SUDBURY, Mass. — It's been part of the late summer landscape in Massachusetts since the early 1800s. But in recent years, purple loosestrife seemed harder to come by, thanks to a biocontrol project that kept the invasive plant at bay. 

But in some communities this summer, purple loosestrife is making a comeback.

"I remember seeing some of it here and there, but it's really gone bonkers this year," said Linda Chiarizio, co-owner of Tangerini's Farm in Millis, where a field adjacent to the kale is awash in purple-pink. "I don't think I've ever seen so much of it." 

The flowering spires of purple loosestrife are beautiful, admitted Georgeanne Keer, a project manager at the state Division of Ecological Restoration; but it comes with a high price.

“This plant can push out and dominate a system,” Keer said. “You have this plant that has the potential to just take over and sort of really drastically change that system.”

Purple loosestrife dominates native plants because it can reproduce faster and in higher quantity -- and because it has no native predators. 

"The plant itself produces millions of seeds," Keer said. "This plant can also establish itself in other areas from stem cuttings."

Purple loosestrife likely came to the United States in the ballast of a ship from Europe or Asia. To control it, researchers imported a beetle about 30 years ago from that region which feeds exclusively on the plant.

“The stems, the flowers, the leaves -- they eat all parts of the plant,” Keer said. 

From 2001 to 2008, Massachusetts released beetles as a biocontrol for purple loosestrife and it seemed effective at diminishing the population. Keer explained that the beetles go through two life cycles in rapid succession in spring and summer, the second emergents going dormant in winter and re-emerging as perpetuants in spring. 

But currently, the state is not engaged in such efforts. 

"We do provide some technical assistance, answering some questions about the history of the program and other available resources,"  Keer said. "But it is not a primary activity that we're engaged in."  

In a Sudbury wetland, Frederick Sechler, Jr., an ecologist with the Native Plant Trust, points out evidence of beetle damage on a purple loosestrife plant. 

“Pretty typical ring holes,” Sechler said. “The beetles have been eating some of the leaves on the stem.” 

The presence of those beetles may be why purple loosestrife hasn't come to dominate this area of wetlands. It contains more typical New England plants: Joe Pye Weed and Goldenrod. 

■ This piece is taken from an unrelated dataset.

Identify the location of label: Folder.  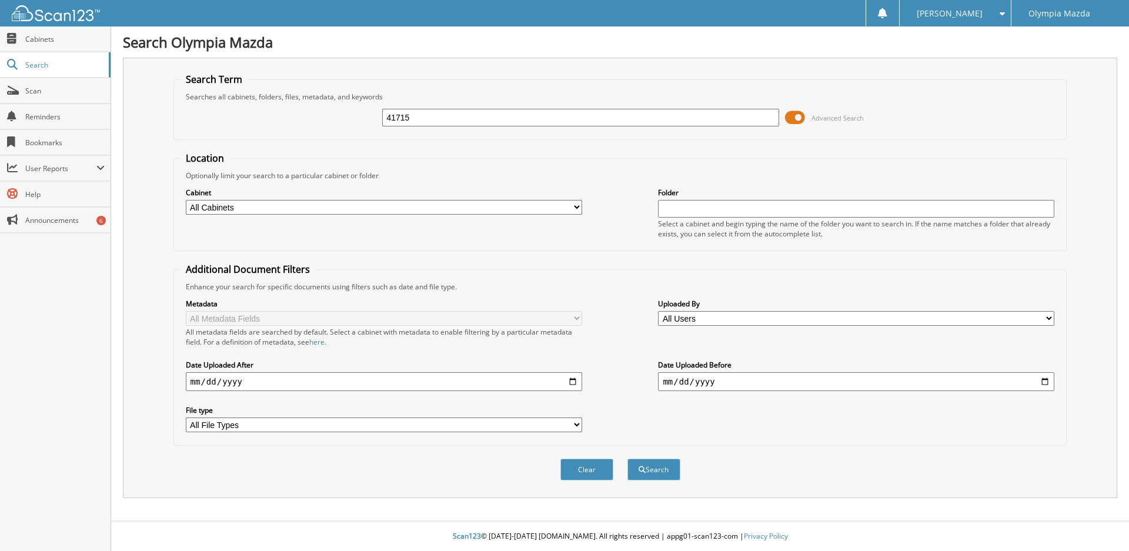
(856, 192).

"The plants in these native wetlands in the Northeast haven't really evolved the capacity to compete with purple loosestrife over time," Sechler said. "This may change." 

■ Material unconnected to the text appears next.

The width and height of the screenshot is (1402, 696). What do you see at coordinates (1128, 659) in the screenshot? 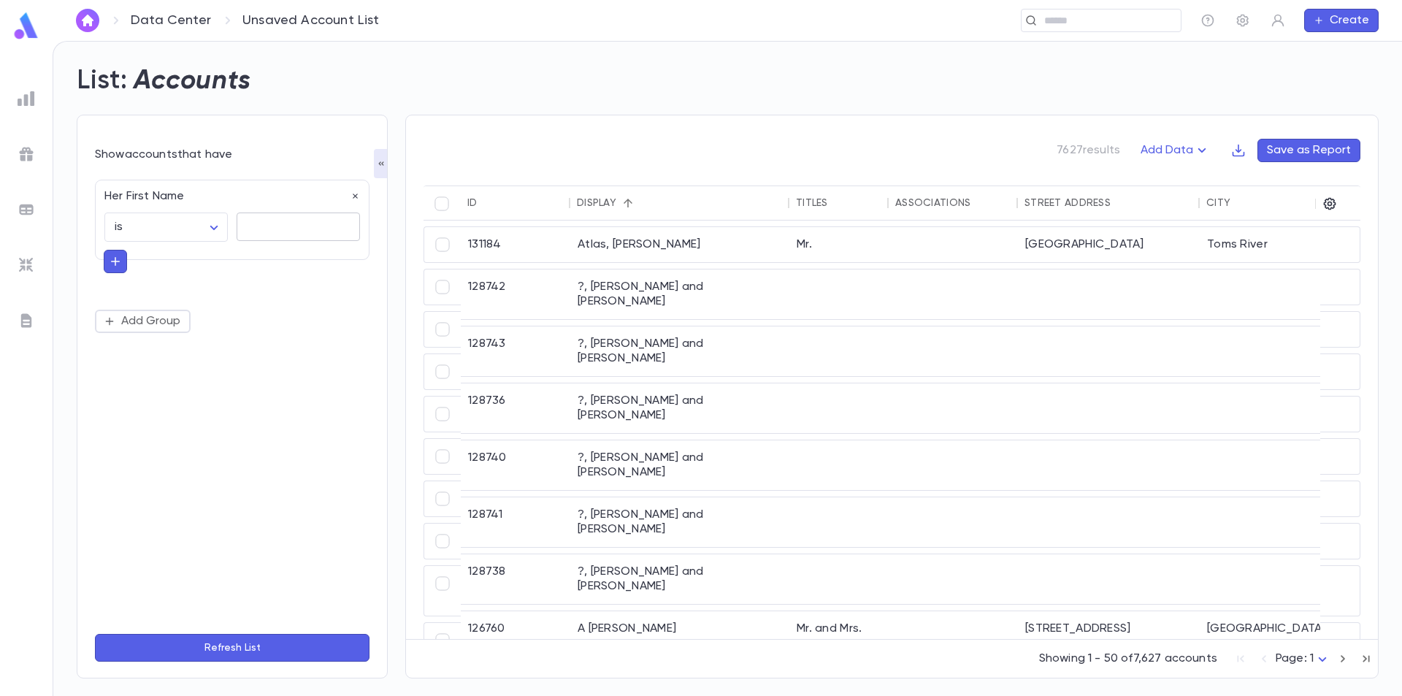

If it does -- if evolution gives native plants the ability to keep purple loosestrife in check -- Sechler foresees a time when it might not be labelled a 'noxious weed.'

"It may just become part of the landscape of the wetlands. It may not be a problem."

But for now, it is a problem. And Sechler thinks the reason purple loosestrife proliferated this summer has a lot to do with the weather -- specifically, the drought. 

"It's definitely favorable conditions this year, I think, for purple loosestrife to thrive more," he said. 

Keer agrees this is possible. But wonders if first the wetlands got flooded, killing off the biocontrol beetles.

“These beetles are very susceptible to flooding,” Keer said. “They’re not very hardy.”

If the drought that followed exposed open ground, that would be an ideal situation for purple loosestrife to get established, according to Keer.  

"Many invasives are really good at finding that niche and you know taking advantage of the available resources," Keer said. "That is one very well known mechanism for plants to become established and start their population explosion." 

If that’s what happened -- and the beetle-count is down -- the question for the future is... will the purple loosestrife count keep going up?